Amina Bank Enters EU's Blockchain Securities Market via 21X
Swiss-regulated crypto bank Amina has become the first fully licensed bank to join 21X, a blockchain-based securities trading and settlement venue operating under the European Union's Distributed Ledger Technology (DLT) Pilot Regime. The Zug-based institution will serve as a listing sponsor on the platform, working alongside Luxembourg's Tokeny to facilitate the issuance and lifecycle management of tokenized securities for institutional clients.
The move represents a structurally significant development in the tokenized real-world asset (RWA) space — one that perp traders should monitor as a longer-term demand signal for on-chain financial infrastructure.
What the EU DLT Pilot Regime Actually Means
Launched in 2023, the EU's DLT Pilot Regime functions as a regulatory sandbox, allowing market operators to test blockchain-based trading and settlement of financial instruments under controlled conditions. 21X received its infrastructure permit under this framework in December 2024, making it one of the few venues legally authorized to run regulated blockchain securities markets within the EU.
The regime is designed to help regulators assess how DLT infrastructure can be integrated into existing capital markets without destabilizing them. However, the framework has drawn criticism from industry participants who argue that current scale limitations and interoperability gaps will prevent European on-chain markets from competing with more permissive jurisdictions — a concern echoed by Baker McKenzie's European Financial Services practice as recently as June.
Interoperability Remains the Core Bottleneck
Baker McKenzie's Zurich partner Yves Mauchle put it plainly: institutional-scale tokenization only becomes viable when multiple market participants are transacting across common or interconnected platforms. Amina's entry into 21X addresses one piece of that puzzle — regulated bank participation in issuance — but the broader interoperability challenge remains unsolved.
RWA Market Context: $26.5 Billion and Growing
Amina's move doesn't occur in isolation. Tokenized RWA markets have now reached $26.5 billion in total value, according to RWA.xyz. Institutional momentum is building on multiple fronts: BNY, Nasdaq, and S&P Global recently backed the expansion of the Canton Network in the US, while Kraken launched tokenized equities trading for European users via its xStocks platform in September. Ondo Finance received regulatory approval in Liechtenstein in November to offer tokenized equity exposure to European investors.
Eight EU-regulated digital asset firms urged policymakers in February to accelerate digital asset legislation, warning that Europe risks ceding ground to the US and Asia in the tokenization race.
Trading Implications
- RWA-linked tokens as leading indicators: Growing institutional participation in tokenized securities infrastructure tends to precede broader on-chain capital inflows. Traders should watch RWA-adjacent tokens for early momentum shifts that could spill into ETH and layer-2 perp markets, given Ethereum's dominance as settlement infrastructure for tokenized assets.

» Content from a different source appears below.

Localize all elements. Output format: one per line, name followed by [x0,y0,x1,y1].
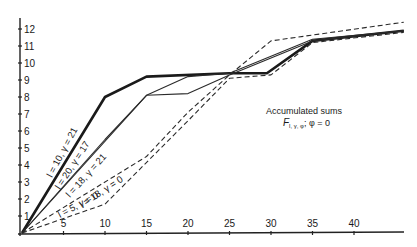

- Low immediate volatility impact: This development is structural rather than catalytic. Expect no immediate spike in BTC or ETH funding rates or open interest as a direct result. The signal is medium-to-long term.
- ETH positioning: Continued institutional buildout on Ethereum-based tokenization platforms supports a constructive medium-term thesis for ETH perps. Monitor open interest trends on ETH for signs of institutional accumulation tied to RWA narrative cycles.
- Regulatory risk remains: The EU DLT Pilot's scale constraints are a known overhang. Any negative regulatory update — such as a failure to expand the sandbox or impose stricter limits — could act as a bearish catalyst for RWA-correlated altcoin perps.
- Watch for contagion from US RWA momentum: With US institutions aggressively expanding tokenization infrastructure, any divergence between EU and US regulatory progress could create cross-market volatility, particularly in assets with dual exposure to both jurisdictions.